LINKS: Roger Schank

The sustainers of this website admire the work of Roger Schank. We showed some of his writings to teenagers and many of them responded favorably. "Whoa, who is this dude!? I like this!"


Here are links to Dr. Schank's writings.

His blog

His book

Make School Meaningful-And Fun! (Solutions) - help and encourage students to learn what they want to learn

In 1989 when I started the Institute for the Learning Sciences (ILS), our mission was primarily to fix the mess that training had become. Our first sponsor was Andersen Consulting (now Accenture). Their problem was simple enough. Their training was delivered primarily through what they called FGBs. (You figure out what the F stood for, the GB part was Green Books.) These training manuals told you everything you needed to know in order to work at Andersen. Readings were followed by multiple choice tests and other exercises. Other companies soon asked ILS for help and we saw the same problems every time:

Their training was deadly dull

Their training was perfunctory (you just took it so a box could be checked that you had completed it)

No new skills were learned or practiced

The learning methodology was reading

At ILS we able to build simulations, using Goal Based Scenarios, that allowed trainees to practice the skills they were trying to learn, within a fictional scenario that was engaging.

We were doing fine, more and more companies were signing up, and then something terrible happened: The WEB.

The web made it possible for training departments to spend much less money and yet appear as if they were doing something new and modern. Eventually training on the Web got to be called e-learning, but what was meant by e-learning was the FGBs plus cute pictures and animations. READ MORE

Excepts from hs book MAKE SCHOOL MEANINGFUL AND FUN

As long as we prevent children from making choices, we won't find out about their real goals.



Let students experiment in those areas while they are young. If, after experimenting, students decide that they don't like the subject, we could let them experiment with something else.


- [Your objective]
Lines containing the string "small": how many are there below? Answer with the number only.

━━━━

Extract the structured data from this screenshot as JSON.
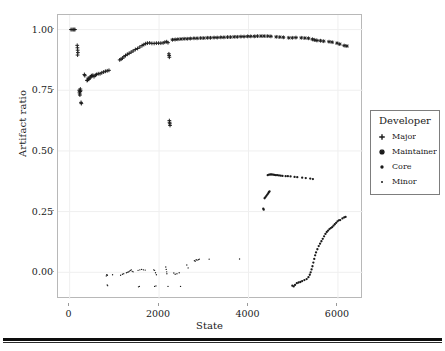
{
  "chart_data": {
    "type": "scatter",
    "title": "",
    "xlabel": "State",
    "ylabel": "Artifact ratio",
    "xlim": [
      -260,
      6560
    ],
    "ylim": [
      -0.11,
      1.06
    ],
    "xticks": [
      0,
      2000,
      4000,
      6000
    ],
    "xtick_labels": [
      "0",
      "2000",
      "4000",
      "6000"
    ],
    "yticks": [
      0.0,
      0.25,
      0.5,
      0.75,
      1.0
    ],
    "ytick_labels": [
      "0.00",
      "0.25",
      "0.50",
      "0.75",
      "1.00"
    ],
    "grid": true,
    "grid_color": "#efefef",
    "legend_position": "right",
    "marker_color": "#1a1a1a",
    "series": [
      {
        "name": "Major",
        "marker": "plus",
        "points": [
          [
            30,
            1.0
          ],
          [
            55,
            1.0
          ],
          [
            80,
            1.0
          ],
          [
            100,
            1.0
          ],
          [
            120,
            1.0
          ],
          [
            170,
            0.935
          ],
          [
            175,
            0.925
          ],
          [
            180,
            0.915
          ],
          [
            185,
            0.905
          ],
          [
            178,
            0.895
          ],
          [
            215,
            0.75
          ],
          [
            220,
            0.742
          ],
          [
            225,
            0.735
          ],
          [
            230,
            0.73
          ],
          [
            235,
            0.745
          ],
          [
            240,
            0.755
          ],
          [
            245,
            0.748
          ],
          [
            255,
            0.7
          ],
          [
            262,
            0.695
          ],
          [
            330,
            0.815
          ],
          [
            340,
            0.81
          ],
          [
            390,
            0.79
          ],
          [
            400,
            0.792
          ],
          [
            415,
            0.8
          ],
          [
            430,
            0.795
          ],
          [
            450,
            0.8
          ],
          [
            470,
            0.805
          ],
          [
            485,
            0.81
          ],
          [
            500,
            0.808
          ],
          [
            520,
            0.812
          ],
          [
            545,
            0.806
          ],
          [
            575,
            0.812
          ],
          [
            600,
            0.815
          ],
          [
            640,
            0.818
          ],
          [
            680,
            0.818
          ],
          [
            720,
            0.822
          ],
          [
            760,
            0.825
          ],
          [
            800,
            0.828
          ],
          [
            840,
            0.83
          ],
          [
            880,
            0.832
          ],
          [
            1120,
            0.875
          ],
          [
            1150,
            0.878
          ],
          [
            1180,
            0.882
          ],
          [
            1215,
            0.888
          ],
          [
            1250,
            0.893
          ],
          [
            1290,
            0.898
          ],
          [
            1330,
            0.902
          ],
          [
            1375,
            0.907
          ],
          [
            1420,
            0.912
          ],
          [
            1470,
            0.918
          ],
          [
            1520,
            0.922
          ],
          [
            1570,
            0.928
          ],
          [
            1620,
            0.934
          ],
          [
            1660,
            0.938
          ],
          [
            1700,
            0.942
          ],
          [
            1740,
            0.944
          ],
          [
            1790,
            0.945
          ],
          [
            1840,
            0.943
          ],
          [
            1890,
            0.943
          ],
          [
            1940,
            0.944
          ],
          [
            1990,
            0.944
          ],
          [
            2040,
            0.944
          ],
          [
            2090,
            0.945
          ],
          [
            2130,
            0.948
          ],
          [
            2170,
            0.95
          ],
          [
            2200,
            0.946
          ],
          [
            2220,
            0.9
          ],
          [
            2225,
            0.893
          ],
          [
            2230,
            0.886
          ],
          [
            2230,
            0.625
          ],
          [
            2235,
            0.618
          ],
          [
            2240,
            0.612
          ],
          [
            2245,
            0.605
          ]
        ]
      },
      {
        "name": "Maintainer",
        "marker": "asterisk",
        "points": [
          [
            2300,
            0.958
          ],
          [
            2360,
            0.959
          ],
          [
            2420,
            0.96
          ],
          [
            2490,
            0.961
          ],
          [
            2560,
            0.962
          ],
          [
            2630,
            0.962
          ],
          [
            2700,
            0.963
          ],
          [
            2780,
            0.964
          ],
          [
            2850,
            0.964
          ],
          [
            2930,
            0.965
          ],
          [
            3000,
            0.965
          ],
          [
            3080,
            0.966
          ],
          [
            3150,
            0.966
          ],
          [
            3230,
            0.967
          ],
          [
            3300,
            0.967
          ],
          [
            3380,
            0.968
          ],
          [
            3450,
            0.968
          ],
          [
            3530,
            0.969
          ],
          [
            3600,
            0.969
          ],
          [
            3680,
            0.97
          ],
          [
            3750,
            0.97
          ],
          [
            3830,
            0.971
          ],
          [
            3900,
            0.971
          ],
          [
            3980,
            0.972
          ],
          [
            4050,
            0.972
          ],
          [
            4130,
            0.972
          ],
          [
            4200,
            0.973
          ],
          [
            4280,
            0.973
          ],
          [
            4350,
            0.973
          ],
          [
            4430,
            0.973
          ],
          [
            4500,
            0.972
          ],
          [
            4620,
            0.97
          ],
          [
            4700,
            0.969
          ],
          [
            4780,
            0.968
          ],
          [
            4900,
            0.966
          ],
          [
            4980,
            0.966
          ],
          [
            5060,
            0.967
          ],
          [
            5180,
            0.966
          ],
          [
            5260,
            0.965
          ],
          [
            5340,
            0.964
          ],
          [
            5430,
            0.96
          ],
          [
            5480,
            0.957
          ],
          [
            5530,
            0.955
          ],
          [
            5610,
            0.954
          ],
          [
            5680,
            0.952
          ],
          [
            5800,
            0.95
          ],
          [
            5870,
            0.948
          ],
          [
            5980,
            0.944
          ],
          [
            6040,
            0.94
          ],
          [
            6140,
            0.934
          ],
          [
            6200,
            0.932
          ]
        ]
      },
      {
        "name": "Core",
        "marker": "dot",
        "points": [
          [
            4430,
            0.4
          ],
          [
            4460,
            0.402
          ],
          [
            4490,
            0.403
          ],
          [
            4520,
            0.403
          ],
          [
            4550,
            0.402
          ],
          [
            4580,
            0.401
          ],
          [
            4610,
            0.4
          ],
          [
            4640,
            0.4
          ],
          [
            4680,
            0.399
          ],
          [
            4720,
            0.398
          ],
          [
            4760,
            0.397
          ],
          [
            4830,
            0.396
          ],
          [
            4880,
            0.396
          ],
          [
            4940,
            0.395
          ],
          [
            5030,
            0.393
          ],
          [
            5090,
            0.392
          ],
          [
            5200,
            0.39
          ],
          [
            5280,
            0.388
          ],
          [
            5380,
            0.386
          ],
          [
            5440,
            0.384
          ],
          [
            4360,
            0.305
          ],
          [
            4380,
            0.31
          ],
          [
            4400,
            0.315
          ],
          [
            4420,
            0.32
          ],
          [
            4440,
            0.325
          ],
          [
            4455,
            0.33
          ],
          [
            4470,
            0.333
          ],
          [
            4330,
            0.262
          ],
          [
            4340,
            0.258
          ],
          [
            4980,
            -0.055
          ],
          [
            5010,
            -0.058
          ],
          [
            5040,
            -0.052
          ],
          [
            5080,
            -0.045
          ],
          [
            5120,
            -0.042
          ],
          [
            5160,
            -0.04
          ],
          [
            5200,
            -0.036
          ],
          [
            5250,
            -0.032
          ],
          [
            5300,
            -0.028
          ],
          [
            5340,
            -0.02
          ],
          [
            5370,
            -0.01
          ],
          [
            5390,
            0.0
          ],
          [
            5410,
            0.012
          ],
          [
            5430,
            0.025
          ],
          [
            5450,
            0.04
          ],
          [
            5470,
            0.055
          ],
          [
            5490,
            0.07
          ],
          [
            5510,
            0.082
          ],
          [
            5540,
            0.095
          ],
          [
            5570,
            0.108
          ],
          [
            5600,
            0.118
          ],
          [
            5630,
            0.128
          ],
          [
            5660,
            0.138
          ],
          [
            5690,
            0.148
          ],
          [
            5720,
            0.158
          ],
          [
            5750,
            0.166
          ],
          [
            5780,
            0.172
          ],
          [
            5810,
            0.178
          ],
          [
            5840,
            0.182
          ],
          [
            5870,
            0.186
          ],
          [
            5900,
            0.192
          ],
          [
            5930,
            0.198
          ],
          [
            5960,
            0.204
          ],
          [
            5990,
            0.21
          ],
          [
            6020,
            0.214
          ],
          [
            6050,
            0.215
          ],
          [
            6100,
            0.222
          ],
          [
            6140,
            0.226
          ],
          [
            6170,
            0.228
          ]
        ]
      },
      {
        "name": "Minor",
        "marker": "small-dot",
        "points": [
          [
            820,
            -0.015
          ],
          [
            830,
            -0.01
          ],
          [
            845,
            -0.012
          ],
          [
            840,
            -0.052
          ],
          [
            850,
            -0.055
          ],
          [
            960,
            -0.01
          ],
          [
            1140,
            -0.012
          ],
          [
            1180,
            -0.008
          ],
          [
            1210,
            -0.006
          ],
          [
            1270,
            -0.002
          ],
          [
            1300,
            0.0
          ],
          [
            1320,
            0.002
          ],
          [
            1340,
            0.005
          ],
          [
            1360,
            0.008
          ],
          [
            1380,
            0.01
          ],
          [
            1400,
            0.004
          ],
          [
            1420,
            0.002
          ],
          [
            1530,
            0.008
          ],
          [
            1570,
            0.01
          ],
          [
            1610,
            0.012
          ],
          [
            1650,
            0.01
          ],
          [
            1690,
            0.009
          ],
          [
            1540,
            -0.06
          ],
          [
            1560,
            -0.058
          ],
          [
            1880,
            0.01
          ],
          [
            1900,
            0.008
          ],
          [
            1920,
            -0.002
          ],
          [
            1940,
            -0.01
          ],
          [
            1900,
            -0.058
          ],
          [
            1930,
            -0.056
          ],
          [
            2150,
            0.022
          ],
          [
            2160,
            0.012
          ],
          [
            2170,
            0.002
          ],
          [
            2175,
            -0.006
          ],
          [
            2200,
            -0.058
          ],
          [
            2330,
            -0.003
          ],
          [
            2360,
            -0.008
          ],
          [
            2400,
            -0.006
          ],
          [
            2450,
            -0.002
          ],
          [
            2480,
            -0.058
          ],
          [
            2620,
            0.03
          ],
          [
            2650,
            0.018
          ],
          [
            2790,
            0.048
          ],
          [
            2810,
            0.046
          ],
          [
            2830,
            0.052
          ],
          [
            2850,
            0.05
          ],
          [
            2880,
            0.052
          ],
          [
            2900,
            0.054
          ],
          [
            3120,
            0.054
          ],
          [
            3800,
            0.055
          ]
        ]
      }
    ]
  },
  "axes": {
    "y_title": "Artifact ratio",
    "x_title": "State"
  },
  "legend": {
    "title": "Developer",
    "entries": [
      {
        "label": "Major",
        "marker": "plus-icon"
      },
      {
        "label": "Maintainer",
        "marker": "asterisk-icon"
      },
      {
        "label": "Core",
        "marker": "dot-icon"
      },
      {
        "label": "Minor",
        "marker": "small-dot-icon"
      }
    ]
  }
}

━━━━

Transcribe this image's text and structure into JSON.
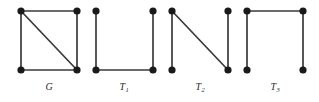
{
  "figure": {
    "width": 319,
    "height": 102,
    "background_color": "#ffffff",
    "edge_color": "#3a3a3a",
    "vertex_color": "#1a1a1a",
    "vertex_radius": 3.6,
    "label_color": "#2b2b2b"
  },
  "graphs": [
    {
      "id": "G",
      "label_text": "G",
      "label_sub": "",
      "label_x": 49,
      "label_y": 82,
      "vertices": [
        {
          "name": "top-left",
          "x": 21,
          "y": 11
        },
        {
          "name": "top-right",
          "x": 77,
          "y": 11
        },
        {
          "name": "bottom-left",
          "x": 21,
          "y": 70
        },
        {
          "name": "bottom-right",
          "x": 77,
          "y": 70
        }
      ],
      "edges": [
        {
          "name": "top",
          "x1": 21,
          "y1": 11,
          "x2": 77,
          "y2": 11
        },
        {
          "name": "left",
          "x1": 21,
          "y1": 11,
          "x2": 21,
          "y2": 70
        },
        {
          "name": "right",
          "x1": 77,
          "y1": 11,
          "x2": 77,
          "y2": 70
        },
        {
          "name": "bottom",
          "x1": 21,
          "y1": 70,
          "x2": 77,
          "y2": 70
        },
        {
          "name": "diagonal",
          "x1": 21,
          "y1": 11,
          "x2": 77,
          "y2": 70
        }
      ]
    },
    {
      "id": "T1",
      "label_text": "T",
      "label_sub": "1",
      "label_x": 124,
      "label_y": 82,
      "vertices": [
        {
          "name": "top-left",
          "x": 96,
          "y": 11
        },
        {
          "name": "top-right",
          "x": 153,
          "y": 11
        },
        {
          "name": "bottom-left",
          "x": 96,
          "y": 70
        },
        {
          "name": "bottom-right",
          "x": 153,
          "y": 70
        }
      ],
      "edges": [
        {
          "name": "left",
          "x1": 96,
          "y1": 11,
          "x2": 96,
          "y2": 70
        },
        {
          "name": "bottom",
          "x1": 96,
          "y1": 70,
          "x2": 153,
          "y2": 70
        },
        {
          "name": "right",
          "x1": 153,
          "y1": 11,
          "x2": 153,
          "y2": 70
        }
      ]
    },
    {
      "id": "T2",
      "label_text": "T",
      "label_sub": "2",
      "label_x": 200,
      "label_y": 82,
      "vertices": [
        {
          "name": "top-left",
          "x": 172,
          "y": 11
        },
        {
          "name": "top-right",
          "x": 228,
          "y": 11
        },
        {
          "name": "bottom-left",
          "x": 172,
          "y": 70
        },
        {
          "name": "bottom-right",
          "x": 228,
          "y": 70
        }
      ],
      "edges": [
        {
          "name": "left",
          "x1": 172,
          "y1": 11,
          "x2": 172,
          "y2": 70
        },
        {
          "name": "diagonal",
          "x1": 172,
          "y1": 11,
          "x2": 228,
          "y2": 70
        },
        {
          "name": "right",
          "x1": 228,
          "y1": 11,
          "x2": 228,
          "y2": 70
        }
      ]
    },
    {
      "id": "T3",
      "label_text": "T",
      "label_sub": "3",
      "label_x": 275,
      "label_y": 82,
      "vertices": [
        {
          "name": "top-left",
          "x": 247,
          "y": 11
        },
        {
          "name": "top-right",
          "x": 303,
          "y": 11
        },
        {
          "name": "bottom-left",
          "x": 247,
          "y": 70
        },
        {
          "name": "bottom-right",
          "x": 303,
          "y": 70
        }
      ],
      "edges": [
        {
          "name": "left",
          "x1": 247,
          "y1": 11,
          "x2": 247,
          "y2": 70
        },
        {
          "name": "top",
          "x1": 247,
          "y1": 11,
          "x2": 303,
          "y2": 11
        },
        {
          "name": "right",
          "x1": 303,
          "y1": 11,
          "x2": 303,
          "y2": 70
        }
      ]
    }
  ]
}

━━━━

- [Answer to this task]
2